CENTRAL AMERICA: The Shadow of Castro

Deep in the tangled bush on Costa Rica's side of the Nicaraguan border, Costa Rica's Civil Guard Commander Alfonso Monge, 45, walked up to a dilapidated shack, threw open the door, and fell dead in a hail of bullets—a casualty in an angry flare of violence that raced across Central America last week. Before the rattle of small arms and the whomp of mortars died down, three governments —in Costa Rica. Nicaragua, Guatemala—had felt the hot breath of revolt. 29 men were dead, and the U.S. Navy was patrolling offshore to guard against further trouble. Overall loomed the darkening shadow of Cuba's Fidel Castro.

One by one, as the fighting erupted in their nations, Presidents Mario Echandi of Costa Rica, Luis Somoza of Nicaragua and Miguel Ydígoras Fuentes of Guatemala stepped up to accuse Castro of everything from supplying rebel arms to outright intervention. Guatemala protested to the Organization of American States and talked of invoking the 1947 Rio Pact against aggression. Its President Ydígoras demanded a Korean-style police action against Cuba. Both Guatemala and Nicaragua sent pleas to Washington requesting a U.S. Navy patrol in the Caribbean to thwart any Cuban invasion. The U.S. swiftly dispatched the necessary task force.

How deeply was Castro involved? In this case, probably not so deeply as the worried Central Americans claim. As the palace coup in El Salvador a fortnight ago demonstrated, there is already grave unrest in that poverty-stricken subcontinent, and there is no doubt that Castro agents are fanning it for all they are worth. Yet no new Czech weapons have turned up, and the best intelligence indicates that Castro has mounted no major effort—as yet. What does worry the U.S. is his growing capacity for warfare and his announced intention of stirring rebellion. Last week the U.S. State Department released statistics showing that in the past 21 months Castro has received 28,000 tons of Communist arms, including artillery and MIG jet fighters. The naval squadron that the U.S. dispatched to patrol Central America's coast was less a measure against what Castro had actually done than a precaution against what he would like to do.

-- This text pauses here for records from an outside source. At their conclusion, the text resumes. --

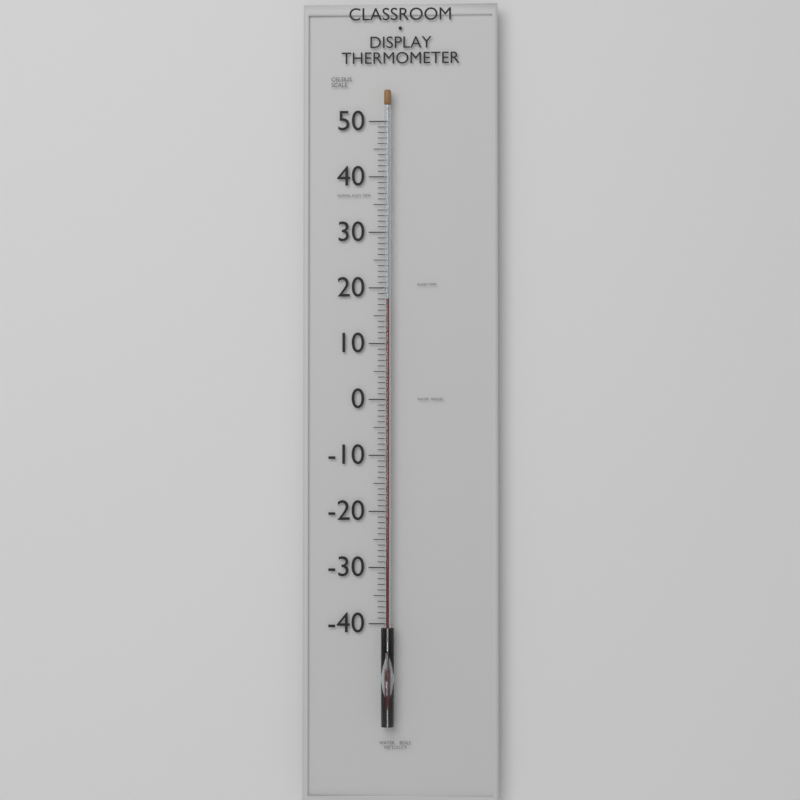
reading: 18 °C
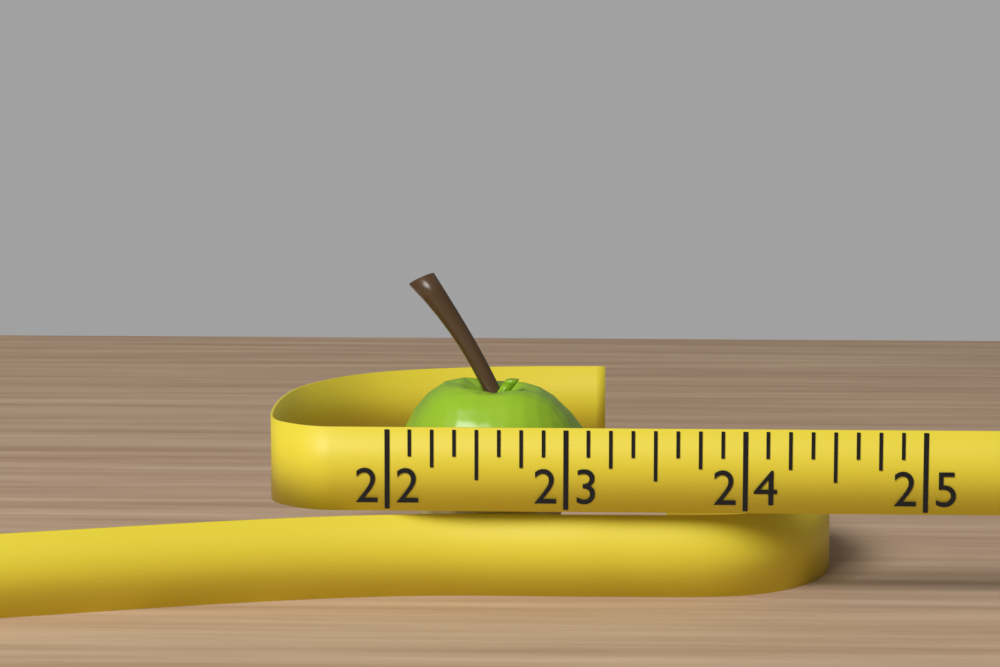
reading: 23.125 (no unit)
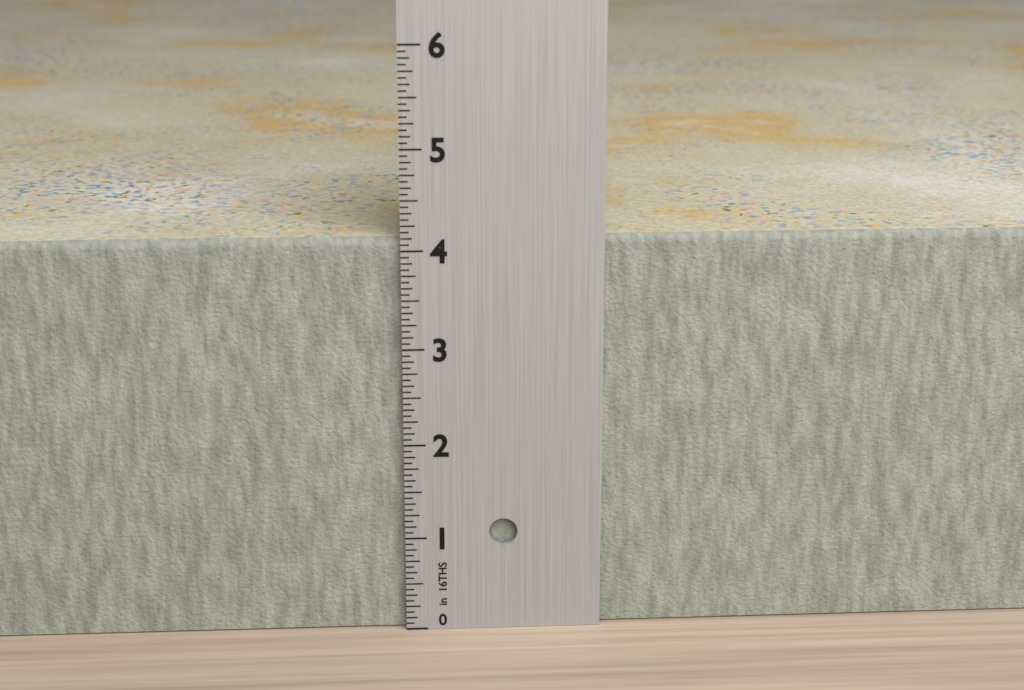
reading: 4.1250 in
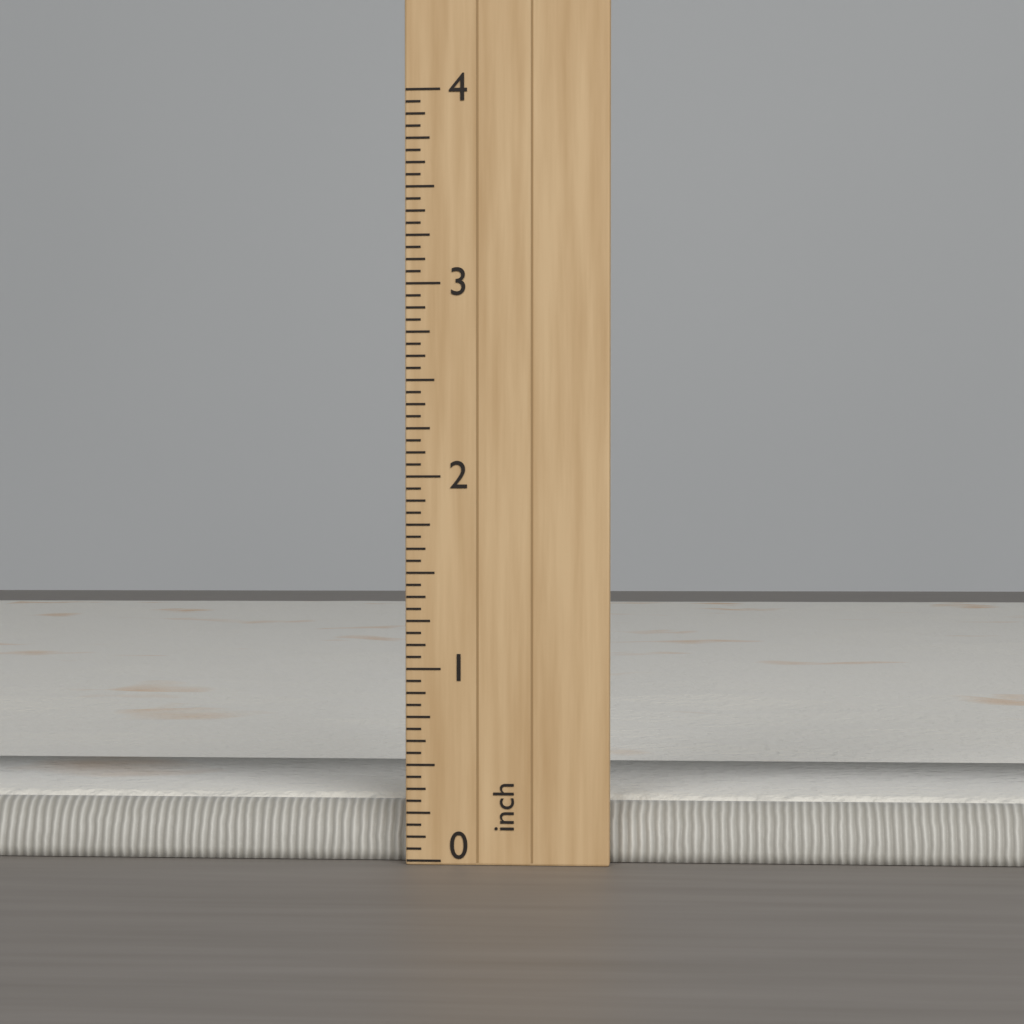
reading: 0.3125 inch
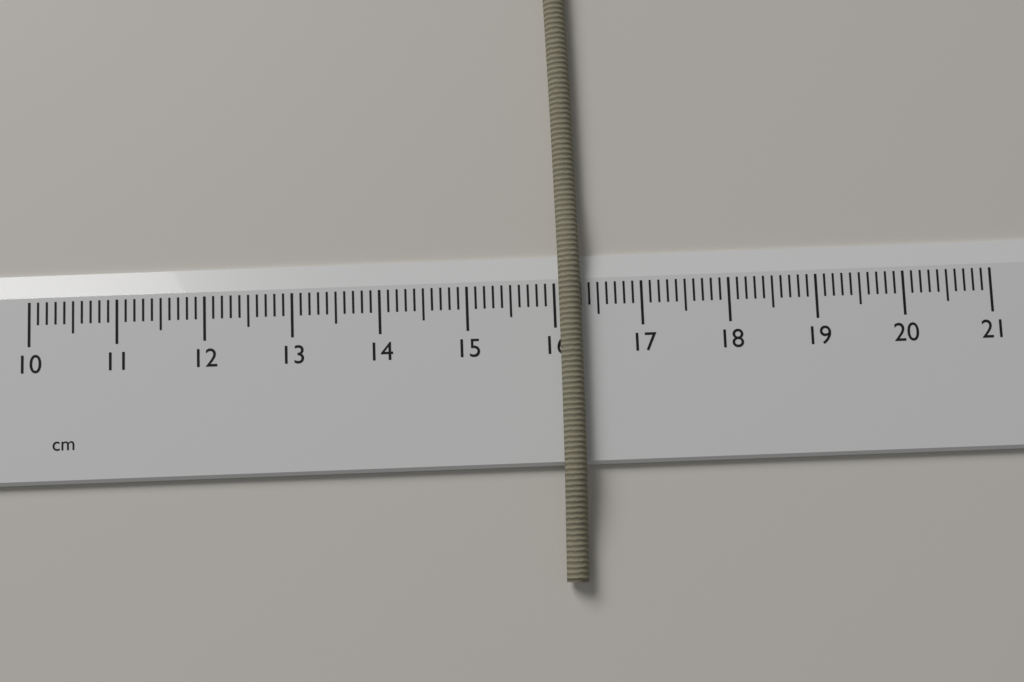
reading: 16.3 cm
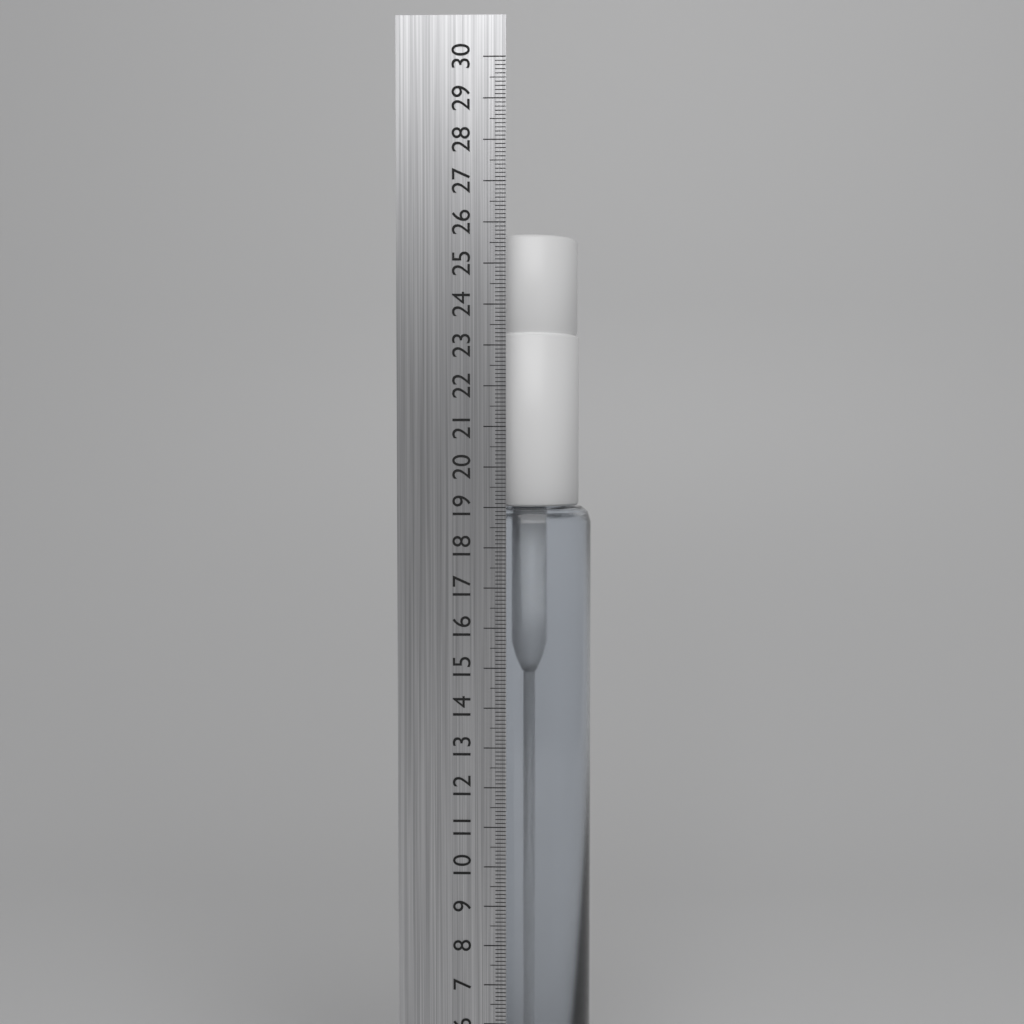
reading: 25.8 cm
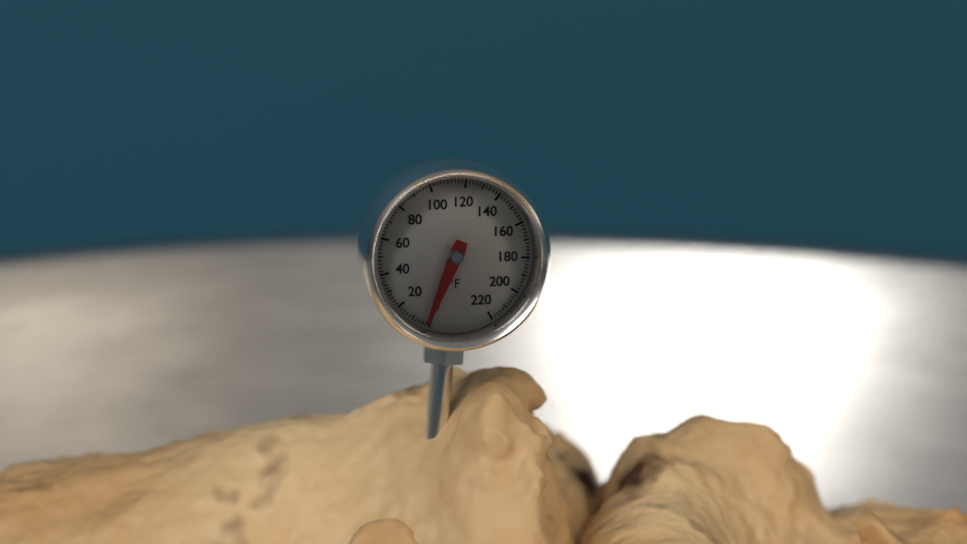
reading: 2 °F
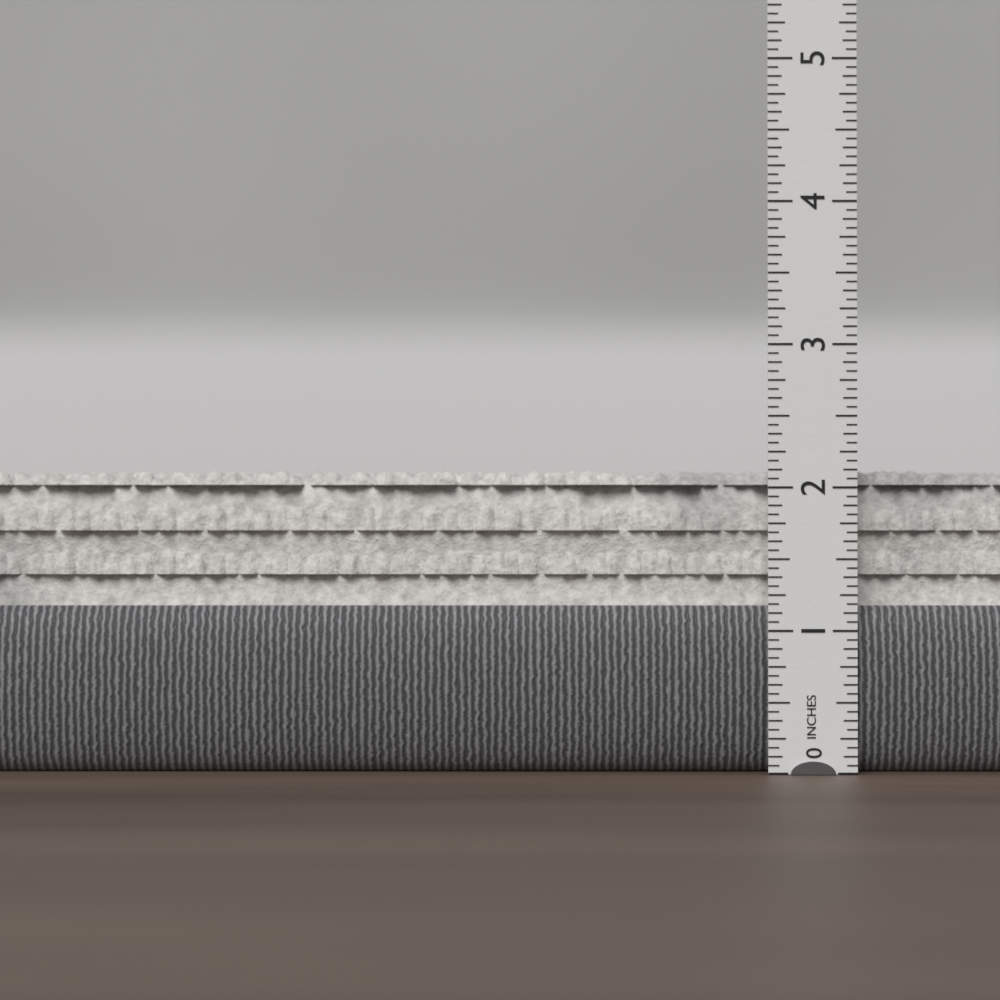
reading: 2.1250 in
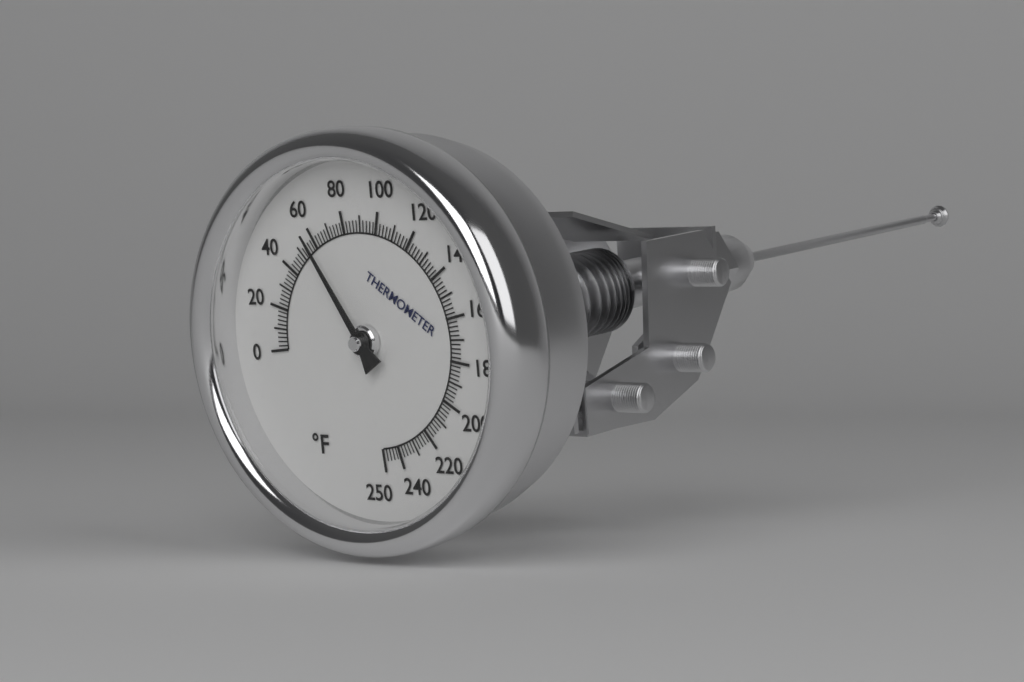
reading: 58 °F
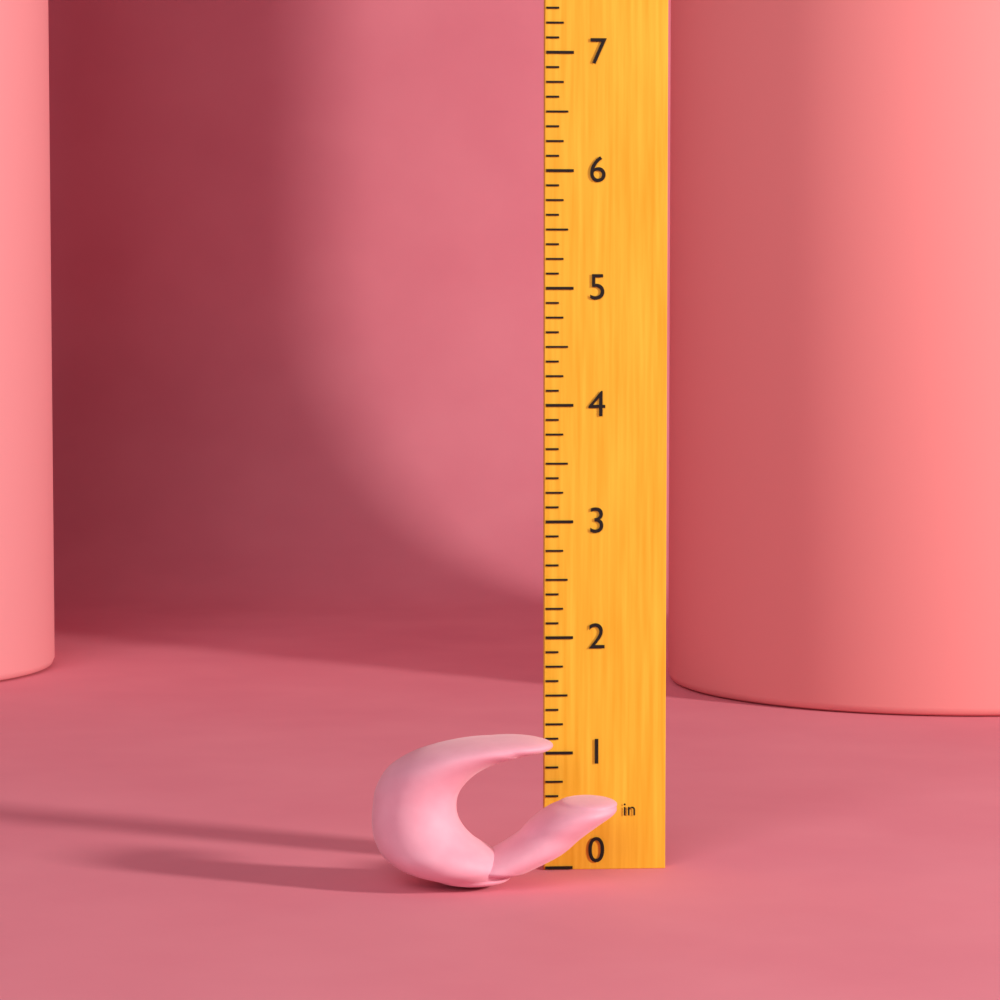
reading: 1.250 in
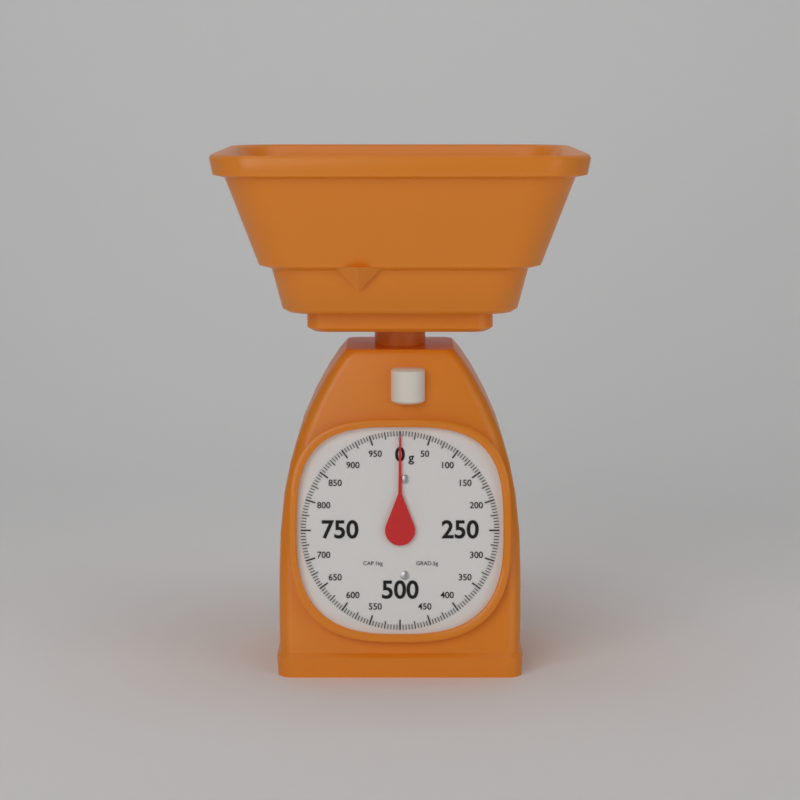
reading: 0 g
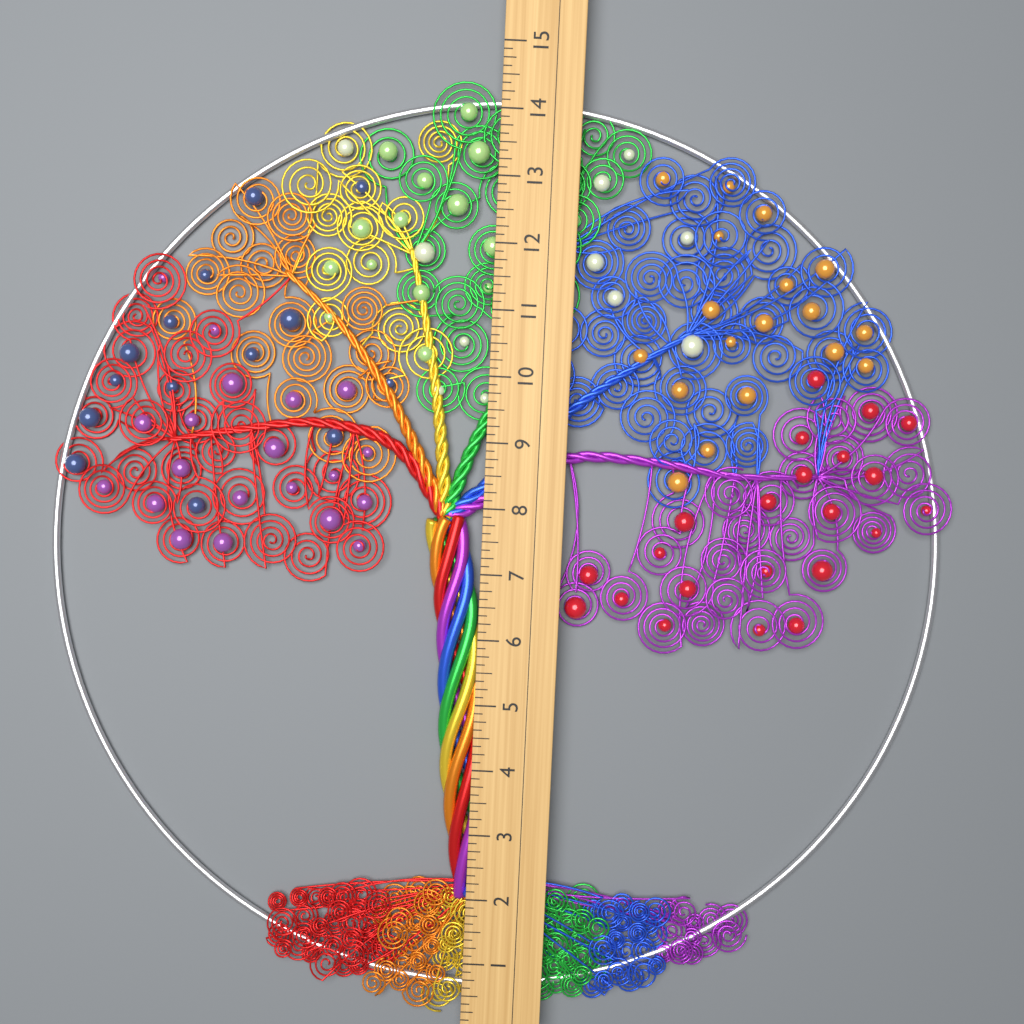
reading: 14.500 (no unit)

Strangers on the Border. The actual fighting last week was local, and quickly controlled. The men who riddled Costa Rica's civil guard commander were Nicaraguans, longtime enemies of the Somoza regime, who were hiding on the border waiting for a chance to invade their homeland and overthrow the government. Acting on a tip, the Costa Rican civil guard went out to investigate the strangers, was ambushed, and the skirmish touched off a chain reaction. Enraged by the news of Monge's death, the government of Costa Rican President Echandi shot off a state ment that the rebels included several Cubans, and were led by a mystery man called "El Cubano." Then Echandi himself went to the border area to oversee the military action that scattered the would-be invaders. Captured: six, but no Cubans.